Whale

In my case against Facebook I made the point that that the hubris surrounding Mark’s Great White Whale was more than a little overblown. More importantly, the cries that Facebook was some kind of business networking tool were almost laughable.

I was not alone in pointing this out but in typical fashion, we were mostly ignored. Luckily, someone with a bit more clout over at the New York Times has decided to take up the charge. Alias Mathais, in an exquisitely structured polemic, makes it clear that Facebook is now what it has always been, a place for college students to waste time.

Now that we have that out of the way, lets analyze where the big Blue Book is heading.

Facebook

Before I start let me make this point. Facebook is a great social network, a great place for people to communicate with one another, and a great place for developers to test out new ideas in what basically amounts to the world’s largest online focus group. What it is not and will never be is a sophisticated business networking tool. Not because people can’t use it like one, but because that is not the way the software is structured and not the way the core college audience has shaped it to be.

To test this out, go to any college in the continental United States and ask a group of Freshman what they use Facebook for, then repeat that test with Seniors. My theory is the only difference is that Seniors will use it slightly less often.

More than anything, Mark and the team seems to be suffering from a chicken and egg problem. Somewhere along the lines they forgot how they became popular. Worse, they forgot why they have pretty much crushed their closet U.S. competition, Myspace.

Here is a hint, it had absolutely nothing to do with “Social graphs”.

The reason that it picked up such a cult following was that it solved a few very real problems. The most important of which was that it allowed college Freshman who felt disconnected from their high school social networks to “collect” new friends. Add this to the fact that it made it easier for people who were already within walking distance of one another to communicate and you can see why it picked up steam so quickly.

Social networks like Facebook work best when they act as an addendum to real world networks. Why? When you have a small group of friends that actually have some real connection to one another then all that profile stalking, status updating, and picture uploading makes sense. When you feel like you are communicating with someone real then you are a lot more likely to use the system.

When you are just adding strangers to some kind of ad hoc, semi-professional rolodex then the odds of you ever caring to “check in on them” are slim to none.

Facebook works on the same principles as a middle school playground, or an office break room.

In the rush to live up to the hype put out by marketers the world over, Facebook has lost focus on nurturing the feeling of a closely knit, physically connected group of “friends” who care about every insignificant detail of each other’s lives. Considering the almost mythic levels of tabloidesque voyeurism that goes on in the Valley, I am a little surprised that so many of them find it hard to see how critical this is to Facebook’s future.

The moment that college students start feeling like a cog in the great undifferentiated mass, that is when some other smaller, more focused network will come along to stick a few spears into Facebook’s bloated carcass.

Web 2.0 Roundup

Frank Herbert once said that the only way to survive even a small amount of fame is by having a sense for the sardonic. Unfortunately, having a $15 Billion valuation makes it very easy to start taking yourself seriously. Facebook can expand but it needs to start doing so more intelligently. A social network containing the net, unsorted population of the planet Earth is useless.

I don’t want to manage twelve different networks of people I have mostly never met and certainly care nothing for.

I don’t need 500 different applications vying for my attention every time I sign in. There are only so many Groups, Causes, Pokes, Prods and Platforms that any person cares about.

All I want back is that system that I “simply had to” update twice a week just so all my friends could see what they missed last weekend.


Problem details.
If a line in the records below holds the word "diagram", copy it.

Dataset records.
------------------------------------------------------------------------

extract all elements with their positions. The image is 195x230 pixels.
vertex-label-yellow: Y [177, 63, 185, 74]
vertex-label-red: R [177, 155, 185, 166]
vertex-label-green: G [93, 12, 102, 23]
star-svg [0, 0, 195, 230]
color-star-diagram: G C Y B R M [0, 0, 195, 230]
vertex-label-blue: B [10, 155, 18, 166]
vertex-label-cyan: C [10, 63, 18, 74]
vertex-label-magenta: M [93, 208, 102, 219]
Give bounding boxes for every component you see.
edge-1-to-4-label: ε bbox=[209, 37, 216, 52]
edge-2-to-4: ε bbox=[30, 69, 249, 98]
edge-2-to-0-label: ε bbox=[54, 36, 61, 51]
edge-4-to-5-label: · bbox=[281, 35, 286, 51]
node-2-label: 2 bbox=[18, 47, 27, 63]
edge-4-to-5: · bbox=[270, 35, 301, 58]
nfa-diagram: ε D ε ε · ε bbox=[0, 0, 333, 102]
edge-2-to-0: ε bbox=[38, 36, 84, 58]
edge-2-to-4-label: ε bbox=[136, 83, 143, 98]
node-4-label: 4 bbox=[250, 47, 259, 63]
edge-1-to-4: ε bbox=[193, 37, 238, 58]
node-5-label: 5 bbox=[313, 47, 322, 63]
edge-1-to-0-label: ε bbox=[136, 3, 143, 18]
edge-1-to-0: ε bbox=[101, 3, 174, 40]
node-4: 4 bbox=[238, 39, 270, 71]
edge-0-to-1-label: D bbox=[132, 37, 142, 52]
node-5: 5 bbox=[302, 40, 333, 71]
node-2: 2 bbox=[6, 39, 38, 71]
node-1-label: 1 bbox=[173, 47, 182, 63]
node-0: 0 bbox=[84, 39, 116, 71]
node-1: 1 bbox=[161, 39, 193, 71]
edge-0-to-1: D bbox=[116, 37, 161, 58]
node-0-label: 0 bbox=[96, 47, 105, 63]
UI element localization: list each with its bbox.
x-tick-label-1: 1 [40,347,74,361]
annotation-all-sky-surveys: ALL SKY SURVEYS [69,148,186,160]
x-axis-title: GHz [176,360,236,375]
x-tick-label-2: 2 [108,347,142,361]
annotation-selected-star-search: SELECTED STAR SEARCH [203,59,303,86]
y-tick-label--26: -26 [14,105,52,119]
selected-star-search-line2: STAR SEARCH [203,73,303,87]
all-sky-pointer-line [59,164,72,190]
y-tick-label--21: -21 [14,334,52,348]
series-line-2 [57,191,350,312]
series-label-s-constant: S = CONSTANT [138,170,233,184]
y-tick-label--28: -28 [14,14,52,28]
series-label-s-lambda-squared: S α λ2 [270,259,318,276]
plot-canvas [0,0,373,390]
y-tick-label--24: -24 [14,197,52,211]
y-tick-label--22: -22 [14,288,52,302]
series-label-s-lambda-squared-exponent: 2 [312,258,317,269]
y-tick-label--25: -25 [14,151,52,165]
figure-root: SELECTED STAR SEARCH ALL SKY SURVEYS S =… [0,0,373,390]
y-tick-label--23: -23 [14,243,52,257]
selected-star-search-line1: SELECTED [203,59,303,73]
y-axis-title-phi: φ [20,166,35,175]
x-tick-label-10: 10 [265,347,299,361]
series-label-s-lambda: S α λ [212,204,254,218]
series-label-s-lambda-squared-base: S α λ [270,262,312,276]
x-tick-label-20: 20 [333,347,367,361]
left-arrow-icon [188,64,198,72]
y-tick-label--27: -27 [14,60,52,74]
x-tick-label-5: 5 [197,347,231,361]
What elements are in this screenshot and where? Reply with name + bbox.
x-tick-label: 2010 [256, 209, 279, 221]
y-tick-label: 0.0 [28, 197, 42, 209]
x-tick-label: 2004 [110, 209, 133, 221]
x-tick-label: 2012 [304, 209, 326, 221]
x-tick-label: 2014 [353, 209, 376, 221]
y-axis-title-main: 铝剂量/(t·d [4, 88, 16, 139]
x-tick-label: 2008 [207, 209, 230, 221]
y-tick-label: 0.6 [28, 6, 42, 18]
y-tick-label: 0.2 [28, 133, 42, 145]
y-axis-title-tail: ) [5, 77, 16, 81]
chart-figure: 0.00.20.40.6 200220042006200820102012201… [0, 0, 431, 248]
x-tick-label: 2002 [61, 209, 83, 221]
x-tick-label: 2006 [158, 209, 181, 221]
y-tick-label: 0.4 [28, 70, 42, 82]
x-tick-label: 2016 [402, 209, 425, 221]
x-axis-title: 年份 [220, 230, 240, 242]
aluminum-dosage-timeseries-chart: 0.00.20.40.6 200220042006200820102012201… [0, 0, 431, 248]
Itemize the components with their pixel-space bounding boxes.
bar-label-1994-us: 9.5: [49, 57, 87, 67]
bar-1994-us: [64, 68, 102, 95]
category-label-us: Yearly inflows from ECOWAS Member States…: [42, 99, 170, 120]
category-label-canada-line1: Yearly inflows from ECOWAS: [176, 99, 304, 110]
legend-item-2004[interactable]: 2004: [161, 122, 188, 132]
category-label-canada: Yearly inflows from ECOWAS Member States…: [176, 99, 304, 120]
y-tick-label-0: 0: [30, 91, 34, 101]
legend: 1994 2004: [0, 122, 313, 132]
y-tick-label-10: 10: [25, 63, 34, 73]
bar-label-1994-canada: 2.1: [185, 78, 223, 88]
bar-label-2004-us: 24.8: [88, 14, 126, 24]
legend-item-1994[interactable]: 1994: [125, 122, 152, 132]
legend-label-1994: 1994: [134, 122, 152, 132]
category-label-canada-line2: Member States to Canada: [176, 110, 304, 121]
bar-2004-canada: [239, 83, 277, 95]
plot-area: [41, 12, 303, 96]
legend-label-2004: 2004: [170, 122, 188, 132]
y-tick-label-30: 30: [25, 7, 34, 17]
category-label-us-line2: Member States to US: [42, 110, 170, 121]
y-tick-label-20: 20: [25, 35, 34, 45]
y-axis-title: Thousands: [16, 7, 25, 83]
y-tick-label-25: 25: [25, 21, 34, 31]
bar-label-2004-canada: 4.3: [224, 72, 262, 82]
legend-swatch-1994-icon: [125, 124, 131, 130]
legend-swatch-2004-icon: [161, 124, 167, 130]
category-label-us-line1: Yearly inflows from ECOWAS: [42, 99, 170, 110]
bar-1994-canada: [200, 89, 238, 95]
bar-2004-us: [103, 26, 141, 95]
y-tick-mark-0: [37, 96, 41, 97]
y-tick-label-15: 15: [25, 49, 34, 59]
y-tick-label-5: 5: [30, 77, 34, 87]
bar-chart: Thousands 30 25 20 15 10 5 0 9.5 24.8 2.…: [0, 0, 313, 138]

------------------------------------------------------------------------

Answer space.
color-star-diagram: G C Y B R M [0, 0, 195, 230]
nfa-diagram: ε D ε ε · ε bbox=[0, 0, 333, 102]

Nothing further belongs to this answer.